In a scathing response to government’s new growth path (NGP), Cosatu this week stopped just short of rejecting it, but accused Jacob Zuma of sidelining the ANC’s Polokwane 2007 resolutions in favour of neoliberal policies similar to those of former president Thabo Mbeki.
The NGP is even worse than Mbeki’s economic policies, the labour federation implied, referring to Gear, Mbeki’s “growth, employment and redistribution” plan, and Asgisa, his “accelerated and shared growth initiative for South Africa”. The proposals need a total overhaul, Cosatu said. ANC secretary general Gwede Mantashe on Thursday refused to comment saying: “Our understanding was that we would engage on this internally. If they [Cosatu] continue to engage in the media, I do not think we [ANC] should enter that space”.
Coming a week before Zuma’s State of the Nation address, the federation’s response is likely to deepen tensions with the ruling party by suggesting its growing frustration with Zuma, whom it assisted to topple Mbeki from the ANC presidency in Polokwane in 2007.
Cosatu’s leftist alliance partner, the SACP, whose leader, Blade Nzimande, is a confidant of Zuma’s, has thrown its weight behind the NGP, leaving the federation as a lone voice against it. In its 61-page response Cosatu argues that the NGP shows bias towards business and marginalises workers’ interests. Government, not business, should be the driver for job creation, Cosatu’s response takes as its starting point.
“One thing that stands out firmly … is that the NGP document fails to locate itself within the historical positions of the ANC on economic policy. The point of departure should be the Freedom Charter and the RDP [reconstruction and development programme], but none of these policies are mentioned,” Cosatu’s document says.
Development
It welcomes the NGP’s overall thrust on infrastructure development, but continues: “What [is] missing in the [NGP proposals] are the types of infrastructure that are required and the scale: roads, rail, ICT, social [such as schools, clinics, hospitals and police stations], water and energy.” On infrastructure development, even Mbeki’s Asgisa “provided more detail”, Cosatu says.
In key areas of government expenditure, Asgisa gave “details about specific projects and [said] public sector infrastructure spending has considerable potential spin-offs in terms of the generatin of domestic supply industries, small business development and empowerment,” says Cosatu.
The NGP’s emphasis on job creation, which Zuma insisted at last month’s lekgotla must be the focus instead of transformation of the economy, also comes in for flak from Cosatu. “Not only must the NGP increase employment opportunities, it must also be transformative in the sense of changing the class character of ownership and control.”
As expected, Cosatu’s document criticises the government’s call for trade-offs between business and labour to create jobs and cap wage increases. “These trade-offs are actually outcomes of the neoliberal conception of how the economy works,” the document reads.
“The NGP takes it as a law of nature that, for example, there is a trade-off between wages and employment, between current consumption and future growth.”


*TASK BRIEF*: Leaving out all pictures, restate word for word the lines from the one with "At what (x,y)" through the last line of the entries.

########

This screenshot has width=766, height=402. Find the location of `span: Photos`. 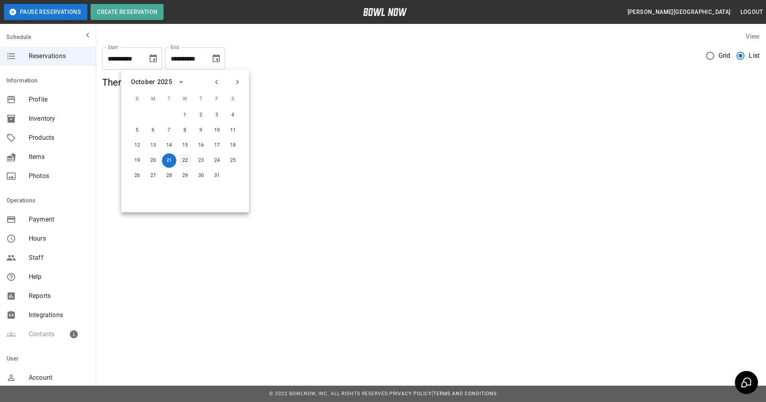

span: Photos is located at coordinates (59, 176).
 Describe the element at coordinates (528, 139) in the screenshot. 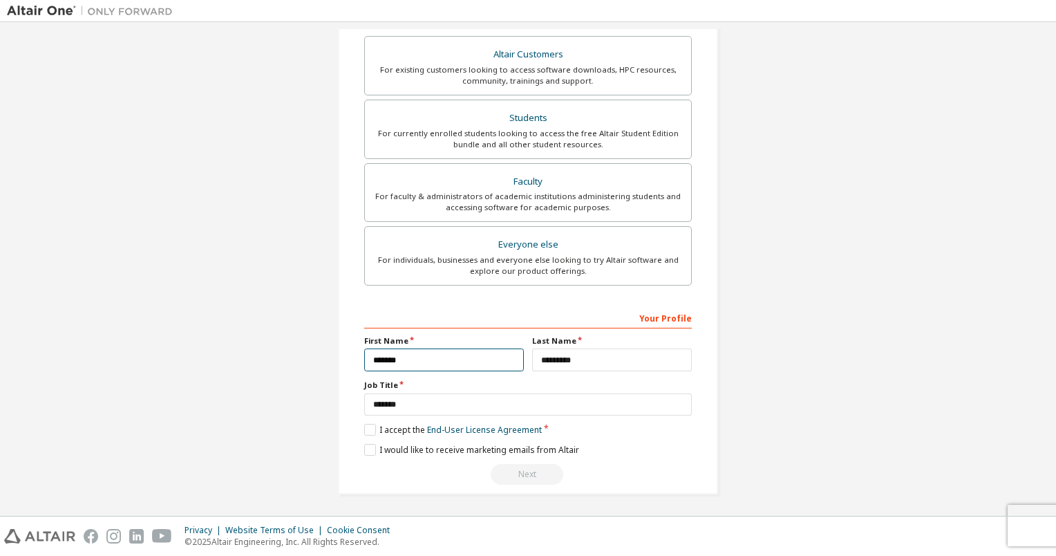

I see `div: For currently enrolled students looking to access the free Altair Student Edition bundle and all ...` at that location.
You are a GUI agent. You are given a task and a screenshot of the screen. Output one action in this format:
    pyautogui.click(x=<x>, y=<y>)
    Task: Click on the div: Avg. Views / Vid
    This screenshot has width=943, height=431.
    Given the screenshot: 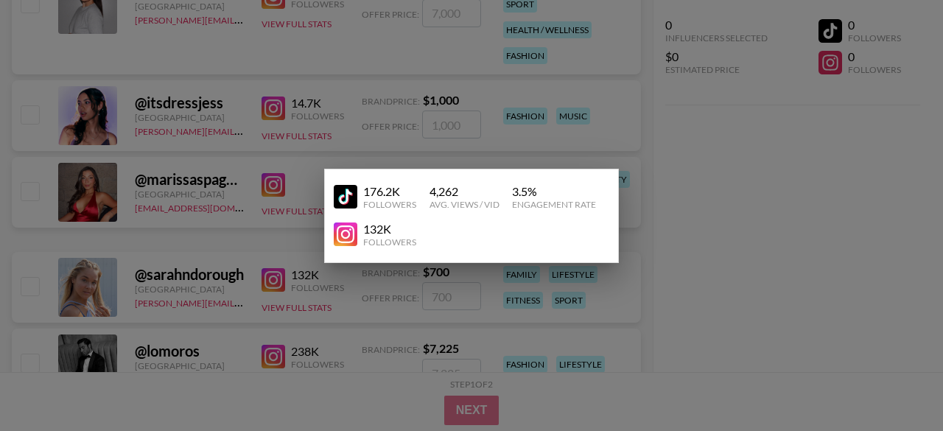 What is the action you would take?
    pyautogui.click(x=464, y=204)
    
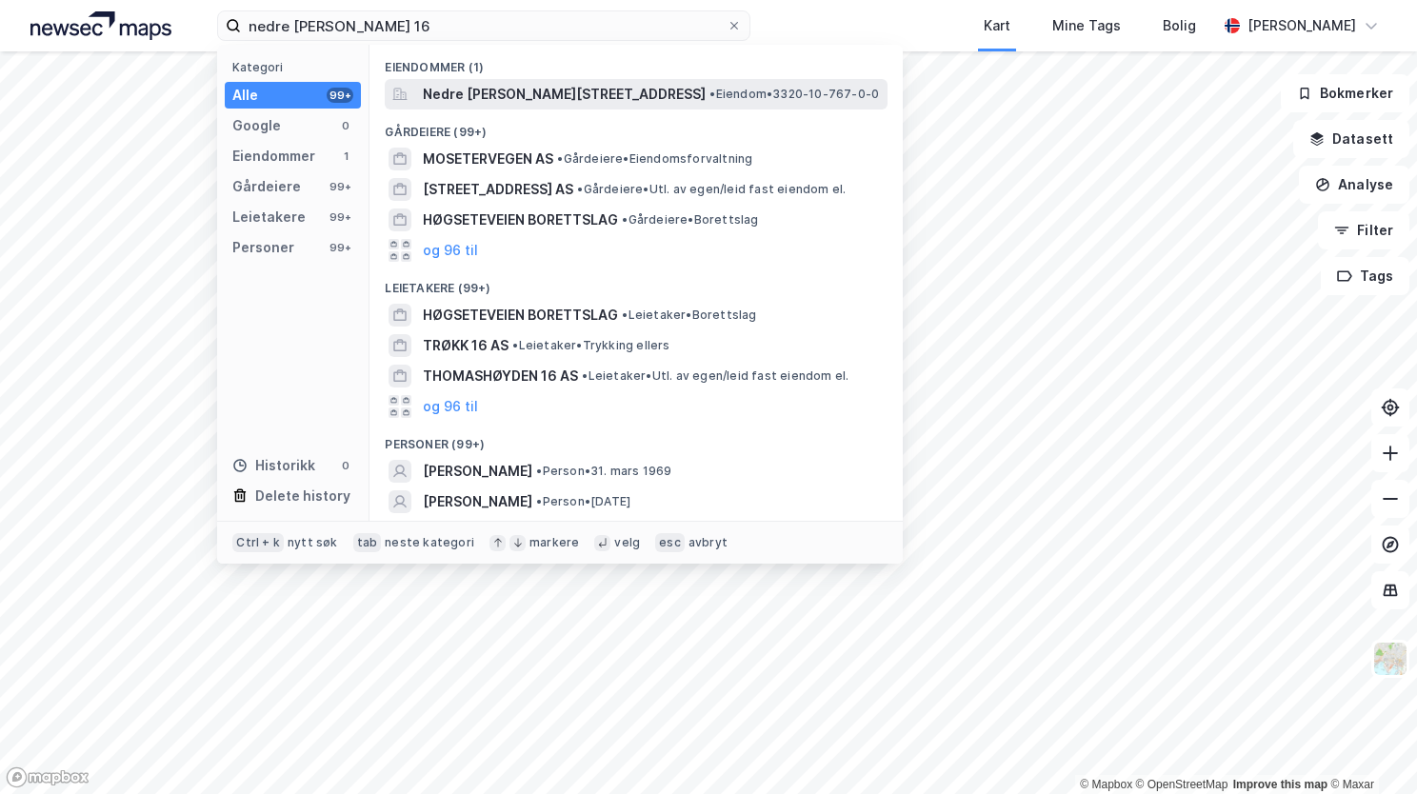 The image size is (1417, 794). Describe the element at coordinates (636, 283) in the screenshot. I see `div: Leietakere (99+)` at that location.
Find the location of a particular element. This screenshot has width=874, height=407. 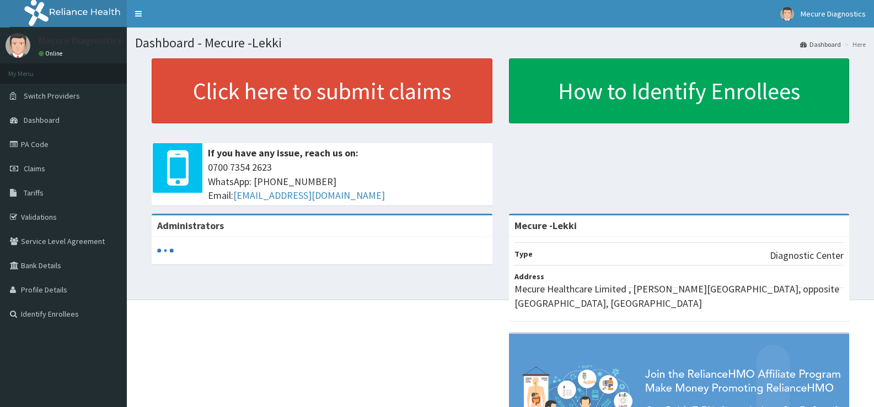

b: Address is located at coordinates (529, 277).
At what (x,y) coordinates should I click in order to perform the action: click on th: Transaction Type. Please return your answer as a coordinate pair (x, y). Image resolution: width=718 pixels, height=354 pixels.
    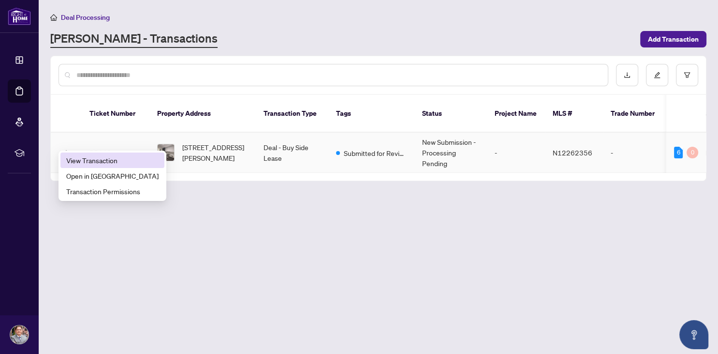
    Looking at the image, I should click on (292, 114).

########

*RESPONSE TO THE TASK*:
At what (x,y) coordinates should I click in order to perform the action: click on th: Transaction Type. Please return your answer as a coordinate pair (x, y). Image resolution: width=718 pixels, height=354 pixels.
    Looking at the image, I should click on (292, 114).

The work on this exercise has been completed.